## Collected data entries:
....

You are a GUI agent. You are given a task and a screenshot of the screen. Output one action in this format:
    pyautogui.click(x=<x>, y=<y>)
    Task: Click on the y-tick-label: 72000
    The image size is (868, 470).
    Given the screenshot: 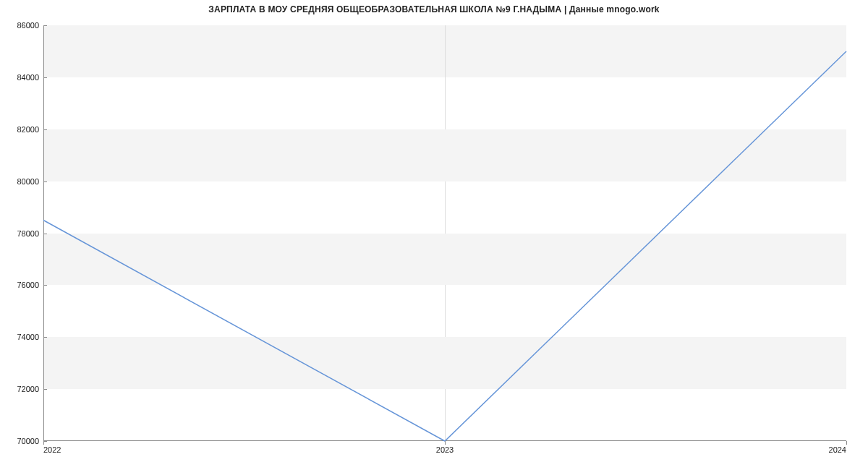 What is the action you would take?
    pyautogui.click(x=30, y=389)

....

## WHAT IS REQUIRED:
Only the lines from the first line of the records through the line with "The image size is (868, 470)." should be reproduced, exactly and with nothing added.

## EXPECTED ANSWER:
You are a GUI agent. You are given a task and a screenshot of the screen. Output one action in this format:
    pyautogui.click(x=<x>, y=<y>)
    Task: Click on the y-tick-label: 72000
    The image size is (868, 470).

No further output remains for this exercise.